Director: Leos Carax
Starring: Denis Lavant
Holy Motors is nothing and it is everything. Sometimes beautiful, sometimes grotesque, never boring, it's a film free of the strictures of narrative, and fully about the construction of characters. It's the very definition of a cinematic acquired taste, a deranged whirlwind of a film that hits the reset in every scene, spinning wildly between genres and tones, and throwing out surprises at every corner. It's an oddity, but it's the kind that sticks with you and, in fact, refuses to get out of your head once it's in there.
Holy Motors follows a day in the life of Mr. Oscar (Denis Lavant), who gets up in the morning, gets into a white limo and is driven by Celine (Edith Scob) to various appointments. What his job is, exactly, is never really clear; he simply goes around playing a series of characters, and using make up, costumes and props, in a series of situations with increasingly high stakes. He plays an old woman begging for change on a street corner, an actor doing performance capture stunt work followed by a sex scene with another performer, a man on his deathbed saying goodbye to a loved one, and an exasperated father dealing with a teenage daughter, with little to no context provided beyond the scenes themselves. In one of the more elaborate scenarios, he plays a gangster who assassinates his doppelganger and then attempts to switch identities with him, only to end up on the wrong side of a knife. In another scene, he gets shot multiple times and then gets up and walks away with Celine.
The purpose of Mr. Oscar's role play is never really made clear. At one point he's joined in the back of a limo by a man who may be his boss and who laments that Mr. Oscar's heart doesn't really seem to be in it anymore. Mr. Oscar admits that it's true and explains that he misses the cameras, which are now so small that you can't even see them. Is he a journeyman actor and are we seeing the roles he's playing in various projects? We don't know. Late in the film he runs into a former lover (Kylie Minogue) who is in the same line of business, playing various roles for an unknown purpose. Her latest scene ends on a note of finality but, then again, Mr. Oscar is killed at least twice and lives to play another scene so there's really no telling what's real and what's "real." The world of Holy Motors is one of endless possibility and imagination, where story, character and genre are always fluid, never fixed.
The success of Holy Motors depends primarily on two things. One is the skill of Lavant, who we watch slip into and out of multiple characters and who makes each of them believable within the span of their sequence; and his willingness to "go there" with them. The sequence where he plays Monsieur Merde is particularly impressive, requiring him to play a sewer creature who bites off a woman's fingers, kidnaps a model (Eva Mendes) from a photo shoot, takes her to his lair, creates a makeshift burqa for her and then... well, let's just say it gets more bizarre from there and it all happens without Lavant or Mendes uttering a word. Lavant's performance is one where no holds are barred and he repays the freedom offered to him here by turning in a series of masterful character sketches that add up to one amazing whole.
The second thing that Holy Motors depends on is Carax's ability to keep the project from flying off the tracks. A film like this one wouldn't work in the hands of many directors and the end product would play like a bunch of loosely connected, half-formed ideas. Carax demonstrates a firm hand that not only makes it feel like he's utterly in control of what's going on, but also allows the sequences to flow into each other in a way that seems seamless, and the film to land on the right side of pretension. Some viewers would no doubt disagree with that last statement, but I think that Holy Motors ultimately has far too much to say about the art of creating characters and the worlds that give them meaning to be dismissed so easily. I can definitely understand why some people hate this movie - it's the kind that inspires strong feelings - but I think it's well worth the time.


Write out each record below exactly, but not the pictures.

═══ Study material

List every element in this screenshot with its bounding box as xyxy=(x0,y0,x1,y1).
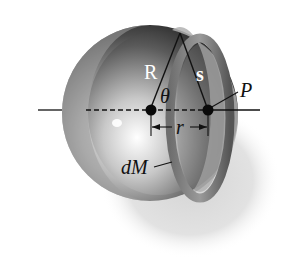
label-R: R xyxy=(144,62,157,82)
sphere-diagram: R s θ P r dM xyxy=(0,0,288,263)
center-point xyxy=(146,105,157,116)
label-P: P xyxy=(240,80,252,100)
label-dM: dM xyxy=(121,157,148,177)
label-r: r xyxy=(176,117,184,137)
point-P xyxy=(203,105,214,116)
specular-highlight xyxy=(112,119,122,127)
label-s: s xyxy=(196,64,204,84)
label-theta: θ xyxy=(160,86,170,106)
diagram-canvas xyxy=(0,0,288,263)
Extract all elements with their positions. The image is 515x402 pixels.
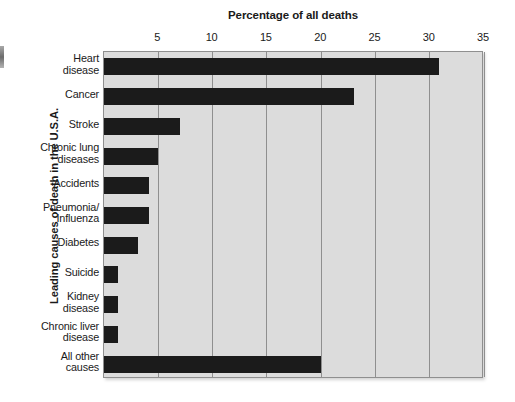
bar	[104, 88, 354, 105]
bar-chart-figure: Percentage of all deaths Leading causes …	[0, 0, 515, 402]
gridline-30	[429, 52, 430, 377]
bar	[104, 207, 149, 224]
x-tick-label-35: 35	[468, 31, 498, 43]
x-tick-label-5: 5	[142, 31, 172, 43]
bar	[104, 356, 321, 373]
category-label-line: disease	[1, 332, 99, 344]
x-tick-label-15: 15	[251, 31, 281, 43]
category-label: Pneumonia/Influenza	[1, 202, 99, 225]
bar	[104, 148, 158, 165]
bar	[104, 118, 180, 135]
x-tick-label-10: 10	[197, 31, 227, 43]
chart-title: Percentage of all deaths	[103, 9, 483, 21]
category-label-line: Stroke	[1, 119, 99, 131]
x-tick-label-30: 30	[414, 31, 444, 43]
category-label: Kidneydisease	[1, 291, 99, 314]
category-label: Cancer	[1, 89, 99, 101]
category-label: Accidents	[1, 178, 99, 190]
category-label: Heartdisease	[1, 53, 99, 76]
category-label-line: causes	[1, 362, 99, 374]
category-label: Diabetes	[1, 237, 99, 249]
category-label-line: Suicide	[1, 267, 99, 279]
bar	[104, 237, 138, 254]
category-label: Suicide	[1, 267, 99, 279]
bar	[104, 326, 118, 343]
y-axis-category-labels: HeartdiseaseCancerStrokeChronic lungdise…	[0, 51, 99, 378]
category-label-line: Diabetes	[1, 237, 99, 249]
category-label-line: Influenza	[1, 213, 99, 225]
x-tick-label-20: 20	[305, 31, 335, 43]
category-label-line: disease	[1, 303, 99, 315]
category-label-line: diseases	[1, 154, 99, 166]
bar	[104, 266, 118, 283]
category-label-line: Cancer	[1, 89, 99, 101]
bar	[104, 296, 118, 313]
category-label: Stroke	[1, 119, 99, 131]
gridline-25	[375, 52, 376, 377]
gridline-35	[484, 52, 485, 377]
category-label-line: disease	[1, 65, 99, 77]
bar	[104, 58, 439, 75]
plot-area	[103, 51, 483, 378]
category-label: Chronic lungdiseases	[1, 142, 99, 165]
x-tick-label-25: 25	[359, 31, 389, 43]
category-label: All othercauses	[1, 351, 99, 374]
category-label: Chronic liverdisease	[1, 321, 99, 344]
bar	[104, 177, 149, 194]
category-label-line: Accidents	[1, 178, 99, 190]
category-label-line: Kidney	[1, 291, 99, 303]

══════

## Expected answer
List every element in this screenshot with its bounding box as xyxy=(x0,y0,x1,y1).
label-R: R xyxy=(144,62,157,82)
sphere-diagram: R s θ P r dM xyxy=(0,0,288,263)
center-point xyxy=(146,105,157,116)
label-P: P xyxy=(240,80,252,100)
label-dM: dM xyxy=(121,157,148,177)
label-r: r xyxy=(176,117,184,137)
point-P xyxy=(203,105,214,116)
specular-highlight xyxy=(112,119,122,127)
label-s: s xyxy=(196,64,204,84)
label-theta: θ xyxy=(160,86,170,106)
diagram-canvas xyxy=(0,0,288,263)
Extract all elements with their positions. The image is 515x402 pixels.
bar	[104, 88, 354, 105]
bar-chart-figure: Percentage of all deaths Leading causes …	[0, 0, 515, 402]
gridline-30	[429, 52, 430, 377]
bar	[104, 207, 149, 224]
x-tick-label-35: 35	[468, 31, 498, 43]
x-tick-label-5: 5	[142, 31, 172, 43]
bar	[104, 356, 321, 373]
category-label-line: disease	[1, 332, 99, 344]
x-tick-label-15: 15	[251, 31, 281, 43]
category-label: Pneumonia/Influenza	[1, 202, 99, 225]
bar	[104, 148, 158, 165]
bar	[104, 118, 180, 135]
x-tick-label-10: 10	[197, 31, 227, 43]
chart-title: Percentage of all deaths	[103, 9, 483, 21]
category-label-line: Stroke	[1, 119, 99, 131]
x-tick-label-30: 30	[414, 31, 444, 43]
category-label: Kidneydisease	[1, 291, 99, 314]
category-label: Cancer	[1, 89, 99, 101]
category-label: Accidents	[1, 178, 99, 190]
category-label: Heartdisease	[1, 53, 99, 76]
category-label-line: causes	[1, 362, 99, 374]
category-label: Diabetes	[1, 237, 99, 249]
category-label-line: Suicide	[1, 267, 99, 279]
bar	[104, 237, 138, 254]
category-label: Suicide	[1, 267, 99, 279]
bar	[104, 326, 118, 343]
y-axis-category-labels: HeartdiseaseCancerStrokeChronic lungdise…	[0, 51, 99, 378]
category-label-line: Diabetes	[1, 237, 99, 249]
category-label-line: Influenza	[1, 213, 99, 225]
x-tick-label-20: 20	[305, 31, 335, 43]
category-label-line: disease	[1, 303, 99, 315]
category-label-line: diseases	[1, 154, 99, 166]
bar	[104, 266, 118, 283]
category-label-line: Cancer	[1, 89, 99, 101]
bar	[104, 296, 118, 313]
category-label: Stroke	[1, 119, 99, 131]
gridline-25	[375, 52, 376, 377]
gridline-35	[484, 52, 485, 377]
category-label-line: disease	[1, 65, 99, 77]
bar	[104, 58, 439, 75]
plot-area	[103, 51, 483, 378]
category-label: Chronic lungdiseases	[1, 142, 99, 165]
x-tick-label-25: 25	[359, 31, 389, 43]
category-label: All othercauses	[1, 351, 99, 374]
category-label: Chronic liverdisease	[1, 321, 99, 344]
bar	[104, 177, 149, 194]
category-label-line: Accidents	[1, 178, 99, 190]
category-label-line: Kidney	[1, 291, 99, 303]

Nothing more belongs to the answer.